Barbara Crampton shows why she’s a horror legend in the pulpy, uneven Jakob’s Wife
Note: The writer of this review watched Jakob’s Wife on a digital screener from home. Before making the decision to see it—or any other film—in a movie theater, please consider the health risks involved. Here’s an interview on the matter with scientific experts.
An ’80s horror ingenue with a sideline in soap operas (or was it the other way around?), Barbara Crampton rose to cult fame as the star of Re-Animator (1985), From Beyond (1986), and, of course, the killer-robots-exploding-horny-teenagers classic Chopping Mall (1986). Not an unusual trajectory; this was the era of the “scream queen,” after all. But where many of her contemporaries have faded, Crampton’s star continues to rise. Since being cast as the matriarch of a dysfunctional family under siege in You’re Next (2011), she’s cannily harnessed a wave of interest in the genre into a thriving new chapter as an actor, producer, Fangoria columnist, and standard-bearer. She’s arguably more influential now than she was back then, which gives her the opportunity to pursue meatier roles—no pun intended—like her turn in Jakob’s Wife.
Crampton stars as the title character, Anne, the wife of small-town minister Jakob (Larry Fessenden). Dutiful and meek, Anne acquires the proverbial “hunger” after being ambushed by a vaguely bat-shaped shadow at a construction site toward the beginning of the film. Ashamed to admit that she was with an old flame when the attack happened, Anne tries to keep her symptoms to herself. But her newfound dissatisfaction with her role as a submissive Christian wife and helpmate—not to mention the dead body on the kitchen floor—gives away her transformation to her husband, who turns out to have a more practical view of love and relationships than the strict patriarchal ideals implied by his opening sermon.
Co-written and directed by Travis Stevens (The Girl On The Third Floor), Jakob’s Wife is a pulpy piece of work. Vampires fall from the ceiling and rip open spurting jugular veins. Ex-pro wrestler CM Punk appears in a supporting role as a cop. A pair of sullen teenagers smoking a joint call Fessenden “old man.” And although Stevens doesn’t have as steady of a hand as Tom Holland, the film rides the line between comedic and horrific in a manner reminiscent of another ’80s classic, Fright Night. The comparison is never so apt as when Jakob’s Wife is riffing on vampire lore, like during a dentist’s office scene where the effects of a tooth-whitening procedure on budding fangs are demonstrated via smoke, prosthetics, and a committed performance from Crampton that cuts the wry bemusement of the scenario with a hint of visceral disgust.
But Jakob’s Wife has something bigger and more political on its mind as well. The film posits vampirism as a subversive path to feminist liberation, much as George Romero’s underseen Season Of The Witch did with the occult in 1973. Anne is tempted by a spindly, androgynous ghoul called “The Master” (Bonnie Aarons), who whispers, “What do you want?” and the side effects of her transformation, both physical and psychological, give Crampton the opportunity to play seductive, aloof, bloodthirsty, feral, and vulnerable, sometimes all in the same scene. She seems surprised by her own newfound power—although perhaps not as surprised as Jakob at the new passion Anne’s cravings bring to their marriage. Casting Fessenden as a buttoned-up minister is presumably tongue in cheek, given that he wrote and directed the druggy, hedonistic Habit back in the ’90s. That said, he and Crampton have such good chemistry, it’s almost as if they’ve done this before. Twice.
Despite the conviction Crampton and Fessenden bring to their onscreen relationship, however, Jakob’s Wife is more successful as a gleeful bloodbath than it is as a character-driven horror-drama. That’s mostly due to the screenplay, whose dialogue includes some real clunkers that weigh down the film’s loftier ambitions and keep it anchored in the realm of B-horror. Everyone seems to be having fun, however. Who wouldn’t, when eating worms and lifting a sofa with one hand like it’s made of Styrofoam? Both of those stunts fall to Crampton, by the way, and she attacks them with the enthusiasm of a vampire at a blood bank. After 30-plus years in the industry, she knows how to locate the potential in uneven material. It’s why she’s a legend.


» Task objective
Where a line in the material below has the string "Asian", please report it.

» Information
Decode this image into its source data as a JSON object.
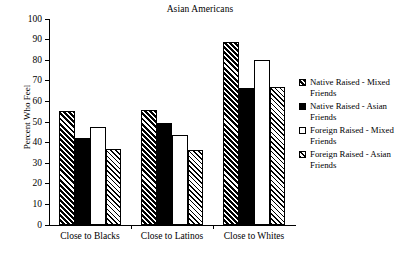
{
  "chart_data": {
    "type": "bar",
    "title": "Asian Americans",
    "xlabel": "",
    "ylabel": "Percent Who Feel",
    "ylim": [
      0,
      100
    ],
    "ytick_labels": [
      "100",
      "90",
      "80",
      "70",
      "60",
      "50",
      "40",
      "30",
      "20",
      "10",
      "0"
    ],
    "ytick_values": [
      100,
      90,
      80,
      70,
      60,
      50,
      40,
      30,
      20,
      10,
      0
    ],
    "grid": false,
    "legend_position": "right",
    "categories": [
      "Close to Blacks",
      "Close to Latinos",
      "Close to Whites"
    ],
    "series": [
      {
        "name": "Native Raised - Mixed Friends",
        "pattern": "hatch-dense",
        "values": [
          55.5,
          56,
          89
        ]
      },
      {
        "name": "Native Raised - Asian Friends",
        "pattern": "solid-black",
        "values": [
          42,
          49.5,
          66.5
        ]
      },
      {
        "name": "Foreign Raised - Mixed Friends",
        "pattern": "white",
        "values": [
          47.5,
          43.5,
          80
        ]
      },
      {
        "name": "Foreign Raised - Asian Friends",
        "pattern": "hatch-light",
        "values": [
          37,
          36.5,
          67
        ]
      }
    ]
  },
  "legend": {
    "entries": [
      {
        "line1": "Native Raised - Mixed",
        "line2": "Friends",
        "pattern": "hatch-dense"
      },
      {
        "line1": "Native Raised - Asian",
        "line2": "Friends",
        "pattern": "solid-black"
      },
      {
        "line1": "Foreign Raised - Mixed",
        "line2": "Friends",
        "pattern": "white"
      },
      {
        "line1": "Foreign Raised - Asian",
        "line2": "Friends",
        "pattern": "hatch-light"
      }
    ]
  },
  "colors": {
    "ink": "#000000",
    "background": "#ffffff"
  }
}
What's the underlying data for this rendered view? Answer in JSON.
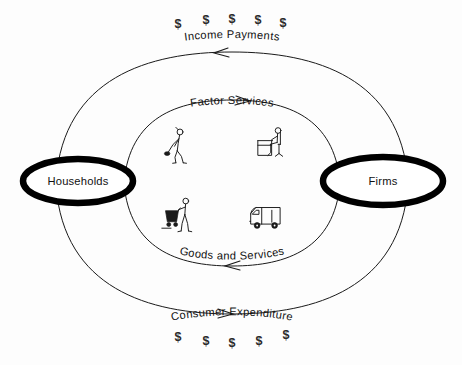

» Response to the exercise
    "title": "Asian Americans",
        "name": "Native Raised - Asian Friends",
        "name": "Foreign Raised - Asian Friends",
        "line1": "Native Raised - Asian",
        "line1": "Foreign Raised - Asian",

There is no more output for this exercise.